Prosecutors laid out a simple theory about the crime: It was a $5,000 murder for a hitman. They argued that Roditis, who was never charged, led Szarewicz and two other men to kill Merriwether because he was dating Roditis’ daughter.

The murder case “wasn’t a prize,” former Allegheny County Assistant District Attorney Chris Conrad recalled in an interview this spring. “It wasn’t one where you come in and get confessions and fingerprints and just great physical evidence.”

Much of Szarewicz’s focus was on the prison informants, three of whom were related.

In September 1982, witness Dave Cannon wrote a letter saying that it would not be right for Szarewicz to go to prison and that Cannon was only willing to testify because he thought it might help him get out of prison.

During the trial, Cannon changed his story again and testified that he wrote the letter because he was afraid of Szarewicz. Contacted by The Associated Press by phone in March, Cannon stood by his statement that Szarewicz had confessed to him in the Allegheny County jail.

Eight months after Szarewicz’s conviction, another informant who testified against him, Ernie Bevilacqua, wrote in an affidavit: “I lied about everything I said about Steve and I would go to court to help him and say what really happened.”

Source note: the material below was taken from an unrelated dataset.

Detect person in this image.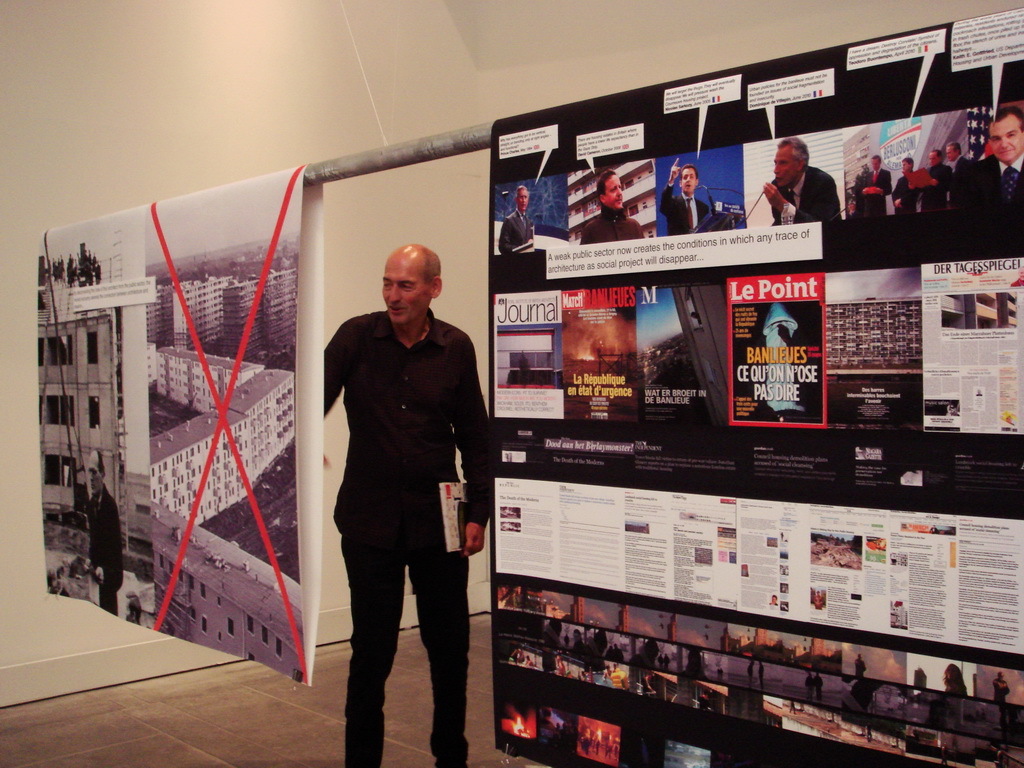
Detection: region(659, 154, 707, 241).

Years later, Bevilacqua said he only recanted because he was afraid of Szarewicz, his friends and fellow inmates.

The third informant who made a mistake in Szarewicz’s case was Rick Bowen.

About six months after Szarewicz was sentenced, Bowen approached attorney Pat Thomassey at the Westmoreland County courthouse. Thomassey later signed an affidavit saying that Bowen “indicated to me that he had in fact lied in the case against Steven Szarewicz in order to make a deal for himself and avoid being prosecuted for various crimes.” Bowen later denied the exchange.

The fourth informant scheduled to testify against Szarewicz, Kenny Knight, did not respond to multiple messages seeking comment. When police first interviewed him about Merriwether’s murder, he didn’t question Szarewicz, even when asked. He later said he was afraid of Szarewicz and withheld information because he didn’t want to get involved.

In a 1992 court proceeding, a judge declared the credibility of the witnesses “as low as the belly of a snake.” Prosecutor Maria Copetas did not defend them, saying they “at one point recanted, then retracted their recantations and then refused to testify in court.”

These days, Szarewicz devotes time to his business. He has a job as a prison janitor that pays about $75 a month, walks regularly and participates in Bible study.

He hopes for a break.

“If I didn’t have my faith, I’m sure I probably wouldn’t be alive to fight another day,” Szarewicz wrote a few years ago. “Is anyone shocked by this clear abuse of the system? If so, please help?”